Sunday, January 27, 2019

About gauge bosons and their decay vertices in TGD framework

The attempt to understand how unitarity of scattering amplitudes emerges led as side track to a more detailed view about gauge bosons as flux tubes carrying monopole flux and consisting of two long portions with Minkowskian signature and two short portions represented by wormhole contacts. Also a more detailed view about decay vertices emerged.

There question is how elementary particles and their basic interaction vertices could be realized in this framework.

  1. In TGD framework particle would correspond to pair of wormhole contact associated with closed magnetic flux tube carrying monopole flux. Strongly flattened rectangle with Minkowskian flux tubes as long edges with length given by weak scale and Euclidian wormhole contacts as short edges with CP2 radius as lengths scale is a good visualization. 3-particle vertex corresponding to the replication of this kind of flux tube rectangle to two rectangles would replace 3-vertex of Feynman graph. There is analogy with DNA replication. Similar replication is expected to be possible also for the associated closed fermionic strings.

  2. Denote the wormhole contacts by A and B and their opposite throats by Ai and Bi, i=1,2. For fermions A1 can be assumed to carry the electroweak quantum numbers of fermion. For electroweak bosons A1 and A2 (for instance) could carry fermion and anti-fermion, whose quantum numbers sum up to those of ew gauge boson. These "corner fermions" can be called active.

    Also other distributions of quantum numbers must be considered. Fermion and anti-fermion could in principle reside at the same throat - say A1. One can however assume that second wormhole contact, say A has quantum numbers of fermion or weak boson (or gluon) and second contact carries quantum numbers screening weak isospin.

  3. The model assumes that the weak isospin is neutralized in length scales longer than the size of the flux tube structure given by electro-weak scale. The screening fermions can be called passive. If the weak isospin of W+/- boson is neutralized in the scale of flux tube, 2 νLνbarR pairs are needed (lepton number for these pairs must vanish) for W-. For Z νbarLνR and νLνbarR are needed. The pairs of passive fermions could reside in the interior of flux tube, at string world sheet or at its corners just like active fermions. The first extreme is that the neutralizing neutrino-antineutrino pairs reside in interior at the opposite long edges of the rectangular flux tube. Second extreme is that they are at the corners of rectangular closed string.

  4. Rectangular closed string containing active fermion at wormhole A (say) and with members of isospin neutralizing neutrino-antineutrino pair at the throats of B serves as basic units. In scales shorter than string length the end A would behave like fermion with weak isospin. At longer scales physical fermion would be hadron like entity with vanishing isospin and one could speak of confinement of weak isospin.

    From these physical fermions one can build gauge bosons as bound states. Weak bosons and also gluons would be pairs of this kind of fermionic closed strings connecting wormhole contacts A and B. Gauge bosons (and also gravitons) could be seen as composites of string like physical fermions with vanishing net isospin rather than those of point like fundamental fermions.
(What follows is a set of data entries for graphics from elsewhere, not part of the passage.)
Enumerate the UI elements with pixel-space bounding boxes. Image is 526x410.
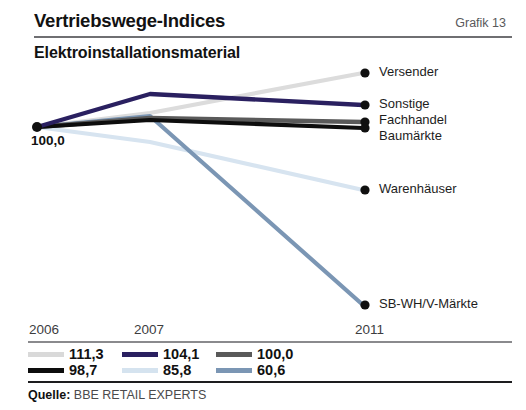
legend-swatch-icon xyxy=(122,352,158,357)
chart-subtitle: Elektroinstallationsmaterial xyxy=(34,44,240,62)
legend-swatch-icon xyxy=(216,368,252,373)
data-point-baumaerkte xyxy=(360,123,369,132)
series-line-baumaerkte xyxy=(37,120,363,128)
chart-page: Vertriebswege-Indices Grafik 13 Elektroi… xyxy=(0,0,526,410)
legend-value: 104,1 xyxy=(163,346,199,362)
series-line-sonstige xyxy=(37,94,363,127)
source-text: BBE RETAIL EXPERTS xyxy=(74,388,206,402)
x-axis-tick-2011: 2011 xyxy=(355,322,384,337)
chart-legend: 111,3 104,1 100,0 98,7 85,8 60,6 xyxy=(28,346,328,378)
series-label-fachhandel: Fachhandel xyxy=(379,113,447,127)
legend-value: 98,7 xyxy=(69,362,97,378)
x-axis-line xyxy=(28,341,512,343)
series-label-sbwh: SB-WH/V-Märkte xyxy=(379,297,478,311)
chart-header: Vertriebswege-Indices Grafik 13 xyxy=(34,10,506,32)
x-axis-tick-2007: 2007 xyxy=(134,322,164,337)
origin-value-label: 100,0 xyxy=(31,133,65,148)
legend-item: 98,7 xyxy=(28,362,122,378)
legend-value: 100,0 xyxy=(257,346,293,362)
x-axis-labels: 2006 2007 2011 xyxy=(0,322,526,342)
series-label-sonstige: Sonstige xyxy=(379,97,430,111)
series-line-warenhaeuser xyxy=(37,127,363,190)
legend-value: 85,8 xyxy=(163,362,191,378)
legend-item: 100,0 xyxy=(216,346,310,362)
data-point-sonstige xyxy=(360,100,369,109)
footer-divider xyxy=(28,381,512,383)
series-label-versender: Versender xyxy=(379,65,438,79)
source-note: Quelle: BBE RETAIL EXPERTS xyxy=(28,388,206,402)
legend-swatch-icon xyxy=(28,368,64,373)
series-label-warenhaeuser: Warenhäuser xyxy=(379,182,457,196)
legend-swatch-icon xyxy=(122,368,158,373)
legend-item: 60,6 xyxy=(216,362,310,378)
legend-item: 111,3 xyxy=(28,346,122,362)
data-point-warenhaeuser xyxy=(360,185,369,194)
legend-item: 85,8 xyxy=(122,362,216,378)
source-label: Quelle: xyxy=(28,388,70,402)
x-axis-tick-2006: 2006 xyxy=(29,322,59,337)
data-point-versender xyxy=(360,68,369,77)
data-point-fachhandel xyxy=(360,117,369,126)
series-line-versender xyxy=(37,73,363,127)
page-title: Vertriebswege-Indices xyxy=(34,10,225,32)
data-point-origin xyxy=(32,122,42,132)
legend-value: 60,6 xyxy=(257,362,285,378)
graphic-number: Grafik 13 xyxy=(455,16,506,30)
legend-item: 104,1 xyxy=(122,346,216,362)
header-divider xyxy=(34,36,512,38)
data-point-sbwh xyxy=(360,300,369,309)
legend-swatch-icon xyxy=(216,352,252,357)
legend-swatch-icon xyxy=(28,352,64,357)
series-label-baumaerkte: Baumärkte xyxy=(379,129,442,143)
series-line-fachhandel xyxy=(37,118,363,127)
legend-value: 111,3 xyxy=(69,346,104,362)
series-line-sbwh xyxy=(37,116,363,305)
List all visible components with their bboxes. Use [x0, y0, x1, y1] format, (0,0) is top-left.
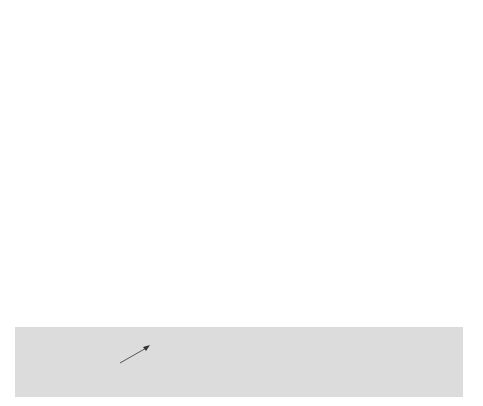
org-chart	[0, 0, 483, 406]
task-force-band	[15, 327, 463, 397]
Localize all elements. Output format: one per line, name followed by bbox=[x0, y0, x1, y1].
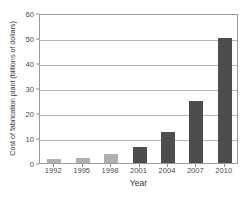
x-tick-label: 1992 bbox=[45, 166, 62, 175]
bar bbox=[47, 159, 61, 163]
bar bbox=[76, 158, 90, 164]
bar bbox=[161, 132, 175, 163]
y-axis-tick-labels: 0102030405060 bbox=[14, 14, 34, 164]
bar-chart: Cost of fabrication plant (billions of d… bbox=[0, 0, 252, 201]
x-tick-label: 1995 bbox=[73, 166, 90, 175]
bar bbox=[189, 101, 203, 164]
bar bbox=[218, 38, 232, 163]
bar-series bbox=[40, 15, 237, 163]
bar bbox=[133, 147, 147, 163]
x-axis-label: Year bbox=[39, 178, 238, 188]
x-tick-label: 2004 bbox=[158, 166, 175, 175]
x-tick-label: 2010 bbox=[215, 166, 232, 175]
y-tick-label: 10 bbox=[14, 135, 34, 144]
y-tick-label: 60 bbox=[14, 10, 34, 19]
y-tick-label: 40 bbox=[14, 60, 34, 69]
plot-area bbox=[39, 14, 238, 164]
x-tick-label: 1998 bbox=[102, 166, 119, 175]
x-axis-tick-labels: 1992199519982001200420072010 bbox=[39, 166, 238, 178]
bar bbox=[104, 154, 118, 163]
x-tick-label: 2007 bbox=[187, 166, 204, 175]
y-tick-label: 0 bbox=[14, 160, 34, 169]
y-tick-label: 30 bbox=[14, 85, 34, 94]
y-tick-label: 20 bbox=[14, 110, 34, 119]
x-tick-label: 2001 bbox=[130, 166, 147, 175]
y-tick-label: 50 bbox=[14, 35, 34, 44]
  5. The decay of weak boson to fermion-antifermion pair would be flux tube replication in which closed strings representing physical fermion and anti-fermion continue along different copies of flux tube structure. The decay of boson to two bosons - say W→ WZ - by replication of flux tube would require creation of a pair of physical fermionic closed strings representing Z. This would correspond to a V-shaped vertex with the edge of V representing closed fermionic closed string turning backwards in time. In decays like Z→ W+W- two closed fermion strings would be created in the replication of flux tube. Rectangular fermionic string would turns backwards in time in the replication vertex and the rectangular strings of Z would be shared between W+ and W-.

This mesonlike picture about weak bosons as bound states of fermions sounds complex as compared with standard model picture. On the other hand only the spinor fields assignable to single fermion family are present. A couple of comments concerning this picture are in order.
  1. M8 duality provides a different perspective. In M8 picture these vertices could correspond to analogs of local 3 particle vertices for octonionic superfield, which become nonlocal in the map taking M8=M4× CP2 surfaces to surfaces in H=M4× CP2. The reason is that M4 point is mapped to M4 point but the tangent space at E4 point is mapped to a point of CP2. If the point in M8 corresponds to a self-intersection point the tangent space at the point is not unique and point is mapped to two distinct points. There local vertex in M8 would correspond to non-local vertex in H and fermion lines could just begin. This would mean that at H-level fermion line at moment of replication and V-shaped fermion line pair beginning at different point of throat could correspond to 3-vertex at M8 level.

  2. The 3-vertex representing replication could have interpretation in terms of quantum criticality: in reversed direction of time two branches of solution of classical field equations would co-incide.

See the article More about the construction of scattering amplitudes in TGD framework or the chapter The Recent View about Twistorialization in TGD Framework.

For a summary of earlier postings see Latest progress in TGD.

Articles and other material related to TGD.